Olympics local legacy: What can Cambridge gain?
In the wake of a County Council statement on local legacy, Anya Muir Wood investigates what’s actually being done
London 2012 promised to deliver a great deal, both in sporting achievements and an enduring legacy to carry the spirit of the Olympics beyond the summer hype. This legacy has been talked about in numerous different ways, and this week Cambridgeshire County Council released a statement about how they were “working to develop a lasting legacy” that would benefit residents throughout the area.
The Council emphasised the successes of the British Olympic endeavour: from the athletes’ incredible demonstration of hard work, to the volunteers that enabled events to run smoothly, to the “public who became part of the spirit of London 2012”. It is these enthusiastic and engaged spectators, both at the stadium and those watching from afar, who can hopefully seek to benefit from the Olympic legacy.
On a local level, Cambridgeshire was praised by Councillor Martin Curtis, Lead Member for Olympic and Paralympic legacy at Cambridgeshire County Council, for grasping “the once-in-a-lifetime opportunity presented by the games”. Residents took part in the torch and lantern relays and the events themselves, and the county has whole-heartedly “enjoyed playing their role in Great Britain's glory at the greatest sporting event in the world”.
The need to maintain the momentum of this interest was addressed by the Councillor as he laid out plans for athletes, Torchbearers and Gamesmakers to be celebrated as they visit five schools across Cambridgeshire and Peterborough this week to talk to children.
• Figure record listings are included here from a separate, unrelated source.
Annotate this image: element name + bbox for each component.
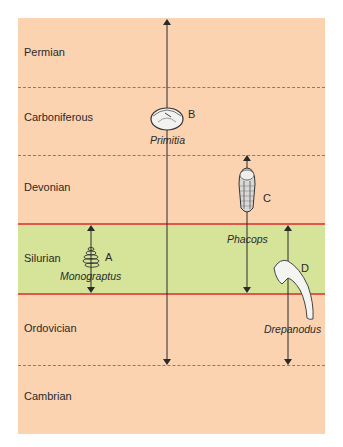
fossil-name-drepanodus: Drepanodus: [264, 323, 321, 335]
fossil-letter-c: C: [263, 192, 271, 204]
range-arrows: [18, 18, 325, 434]
ostracod-icon: [151, 108, 183, 130]
fossil-letter-b: B: [188, 108, 195, 120]
trilobite-icon: [239, 168, 255, 212]
fossil-name-monograptus: Monograptus: [60, 270, 121, 282]
fossil-letter-a: A: [105, 251, 112, 263]
fossil-name-primitia: Primitia: [150, 134, 185, 146]
fossil-name-phacops: Phacops: [227, 233, 268, 245]
fossil-letter-d: D: [301, 262, 309, 274]
stratigraphic-chart: Permian Carboniferous Devonian Silurian …: [18, 18, 325, 434]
Members of the council also discussed a variety of initiatives, such as “cycling projects to establish Cambridge and the county's reputation”. The Council is clearly keen to emphasise that they are working to “ensure the legacy of the Olympics continues through all our actions in the months and years to come”.
This ambition is clearly a challenge to implement. The notion of legacy has been banded around so liberally that it has lost some of its drive and even diluted the Olympic spirit. There is evidence of people taking legacy into their own hands as membership of sport clubs is on the rise, more people are cycling to work and there is a heightened interest in world-class sport. But a lot of the talk about legacy is just that: all talk and no action. Even after reading ‘The Cambridge Olympic Plan’, I’m still none the wiser as to when we might actually physically see a solid example of Olympic legacy in our local community.
The Cambridge Union Society hosted a panel of renowned Olympians this week, and they were asked about their views on London 2012’s legacy. Tim Baillie, winner of Team GB’s first gold medal this summer in C2 canoe slalom, highlighted that hosting the games had provided “a very rare resource” by building world-class sporting venues that open up participation to the public. Josie Pearson, 2012 Paralympic champion in F51 discus, believed London set a very high benchmark for changing preconceptions about Paralympic sport and showing that disabled athletes are “still elite athletes”.
Dan Gordon, 2004 European Paralympic cycling champion for 1km Time Trial and Match Sprint, said he was taken aback by the interest in the London Paralympics and believed sport is a very powerful medium to build public spirit and unite people. However, as a now retired athlete who also lectures at Anglia Ruskin, Dan can take a step back from the Olympic buzz in order to express his concern about legacy being a “very woolly” idea. Government policy tends to sidestep around making concrete plans to pursue real aims, instead ambiguously promising, as Cambridge County Council has done, to “work hard with all our partners to make sure the enthusiasm of the summer does not die."
Waiting on the government and local councils to make good on these illusive promises may take some time, as the bureaucracy and need for funding holds back many initiatives. But it costs nothing to heed the Councillors advice that “the feelings and emotions we all went through during the spectacular summer of sport should never be forgotten”. Legacy is as much about what you can take from the London 2012 Olympics as it is what politicians can deliver.